Monday, Jul. 06, 1981
The Nation's Blue-Collar Artists
Just as Goth stonecutters who chiseled ornate facades for Europe's grand Gothic cathedrals were master craftsmen of the Middle Ages, tool-and diemakers are premier artisans of the industrial era. Instead of granite or limestone, their medium hard metal. They create the tools that can cut metal into precise patterns and the dies to mold it into complex shapes.
The tradition of tool-and diemaking is as old as the industrial age. Many of the earliest practitioners were blacksmiths who turned their forging talents to toolmaking. In the 18th century, craftsmen gathered in the manufacturing hubs of England, France, Germany and Sweden to fashion tools that would enable machines to produce items like clocks and locks. The trade flourished most dramatically in America. In the early 1800s, Eli Whitney helped to pioneer mass production, using standardized, interchangeable parts at his Connecticut musket factory. By the early 1900s, the toolmaker's skills enabled machines to engrave the Lord's Prayer on a sliver of metal less than one-hundredth of an inch wide.

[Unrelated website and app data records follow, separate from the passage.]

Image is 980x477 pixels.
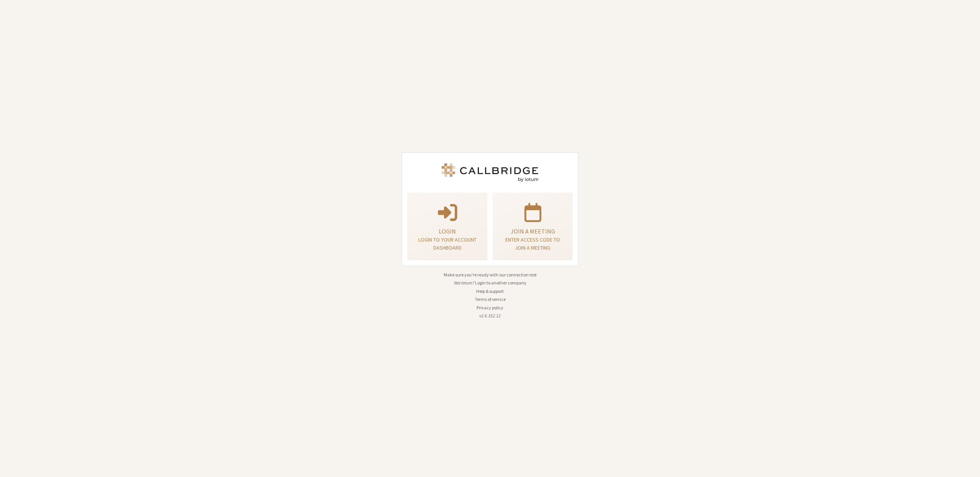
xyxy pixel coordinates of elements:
a: Join a meetingEnter access code to join a meeting [493,192,573,260]
p: Join a meeting [502,226,563,236]
img: Iotum [441,163,540,182]
p: Login [417,226,478,236]
p: Enter access code to join a meeting [502,236,563,252]
button: Login to another company [475,279,527,286]
a: Make sure you're ready with our connection test [444,271,537,277]
p: Login to your account dashboard [417,236,478,252]
a: Help & support [476,288,504,294]
a: Privacy policy [477,304,503,310]
button: LoginLogin to your account dashboard [407,192,487,260]
li: Not Iotum? [401,279,579,286]
a: Terms of service [475,296,506,302]
iframe: Chat [961,457,974,471]
li: v2.6.352.12 [401,313,579,319]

Today's artisans can trim metal to within one ten-thousandth of an inch, using mechanical cuts more precise than the strokes of the finest brain surgeon. During a grueling four-year apprenticeship in vocational classrooms and on the shop floor, the toolmaker absorbs the principles of solid geometry and learns to think in three dimensions. He is expected to read labyrinthine blueprints as well as be aware of the exact levels of heat and pressure that will cause various metals to buckle and break.
Despite their skills, the status of the nation's 176,000 toolmakers has steadily declined in the past 30 years, as young people have sought out better-paying, less demanding jobs. Next year U.S. companies will have openings for 8,600 tool-and-die workers. If the recent past is any guide, training programs will graduate fewer than half of the craftsmen needed.